Malcolm Poulin is director, product strategy, for Ancile Solutions, a learning and performance software provider. He can be reached at editor@CLOmedia.com.
READER REACTION
We asked our CLO LinkedIn followers: How do you deliver bite-sized chunks of content to drive learning and productivity? How have learners responded? Here is what they had to say.
Parul Gupta: Bite-sized learning is what sticks with learners. Learners are so overloaded with content that a clear, concise and crisp bite of learning is what they cherish. I saw these bites catch fire in a leader-led development program. The small bites of learning should consist of a single topic and need to be extremely well designed.
Sameer Panuganti: I feel that microlearning in organizations has taken a center stage due to the growing pressure on people leaders to update and retain their workforce. Even though the advantages of having such learning options cannot be seen immediately, they have a lasting impact on people and the learning culture in an organization.

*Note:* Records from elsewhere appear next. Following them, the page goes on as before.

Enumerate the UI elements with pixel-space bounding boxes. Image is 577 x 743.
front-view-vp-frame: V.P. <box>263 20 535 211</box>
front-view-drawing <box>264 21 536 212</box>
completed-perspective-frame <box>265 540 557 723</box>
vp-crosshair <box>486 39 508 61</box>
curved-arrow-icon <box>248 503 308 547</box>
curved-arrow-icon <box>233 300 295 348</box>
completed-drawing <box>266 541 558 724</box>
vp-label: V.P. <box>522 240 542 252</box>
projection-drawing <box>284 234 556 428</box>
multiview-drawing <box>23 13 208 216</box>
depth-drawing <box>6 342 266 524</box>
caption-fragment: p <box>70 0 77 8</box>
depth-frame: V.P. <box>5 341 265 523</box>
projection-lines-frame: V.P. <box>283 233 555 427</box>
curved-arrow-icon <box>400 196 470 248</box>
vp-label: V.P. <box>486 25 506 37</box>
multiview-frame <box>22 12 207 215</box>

Jennifer Jortner Cassidy: A client of mine did a lynda.com promotion around the idea of “learning snacks” which I loved. The nice thing about our courses is that they are broken into small chunks, so while you can take an entire course, you can learn a great deal from watching a five-minute or less video — better yet while in the doctor’s office, on the train, on the treadmill, etc. I thought it was brilliant.
Spencer Buck: I am firm believer in bite-sized, just-in-time training. It’s something we help people deliver from a top-down perspective, but we also think that user-generated content (bottom up) is equally powerful to engage users. With this bi-directional approach, coupled with gamification and recognition for the user, you have a powerful platform that speaks to a millennial workforce.

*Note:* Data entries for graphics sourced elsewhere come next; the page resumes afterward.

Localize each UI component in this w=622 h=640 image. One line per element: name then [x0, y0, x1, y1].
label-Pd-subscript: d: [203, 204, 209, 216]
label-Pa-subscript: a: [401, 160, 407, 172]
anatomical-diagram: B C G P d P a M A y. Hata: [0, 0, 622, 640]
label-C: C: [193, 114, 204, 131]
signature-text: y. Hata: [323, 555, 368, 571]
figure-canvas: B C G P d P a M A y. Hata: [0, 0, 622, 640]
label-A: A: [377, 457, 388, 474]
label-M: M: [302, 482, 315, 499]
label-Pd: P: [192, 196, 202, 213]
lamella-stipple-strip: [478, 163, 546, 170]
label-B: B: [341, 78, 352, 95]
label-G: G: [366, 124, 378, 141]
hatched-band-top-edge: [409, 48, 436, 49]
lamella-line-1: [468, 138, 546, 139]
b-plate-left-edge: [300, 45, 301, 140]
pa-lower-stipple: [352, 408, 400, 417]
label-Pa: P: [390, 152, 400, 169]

Michel Koopman: In the new world of information overload, talent gaps and having to do more with less, we focus on curating the right business knowledge, expertly compressing it and making it available on-demand in a way that professionals can learn when they have 15 minutes to spare without having to “reserve” learning time; microlearning has little opportunity cost. It allows people to make better business decisions at the point of need. To be effective it does require the ability to use any device from anywhere. In this world of rapid change, learning is critical to stay relevant, but learning must be integrated into our daily responsibilities to ensure it is available and used when we need it.
Emily Connelly: We routinely break our learning modules (designed for pharmaceutical, biotech and medical device representatives) into easily digestible sections, followed by self-assessment quizzes. We find that this type of microlearning is most effective. A single course might have five, 10 or more sections that learners can complete at their own pace. Over the past few years, we’ve actually revised many of our courses so the sections are shorter, but there are more of them. We think microlearning is a positive trend with multiple applications in L&D.
David Forry: I have heard Jason Womack talk about working smarter with your time, and in his book, Your Best Just Got Better, you see how important 15 minutes can be. Our day is actually split up into 96 of these 15-minute blocks. It’s important to identify your most important things, but in my opinion it’s also very important to schedule some downtime, away from “work work.” I do this by looking at relevant news/industry sites or LinkedIn pages, but I’m also learning and bettering myself. There is absolutely time for learning in these 96 segments and they can happen in the downtime of waiting for a conference call to get going or planned as a mental escape. Afterward I feel more productive because I’m refreshed, but from a bigger picture I’m also a better-informed professional.
What do you think? Join the discussion here or join our Chief Learning Officer LinkedIn group.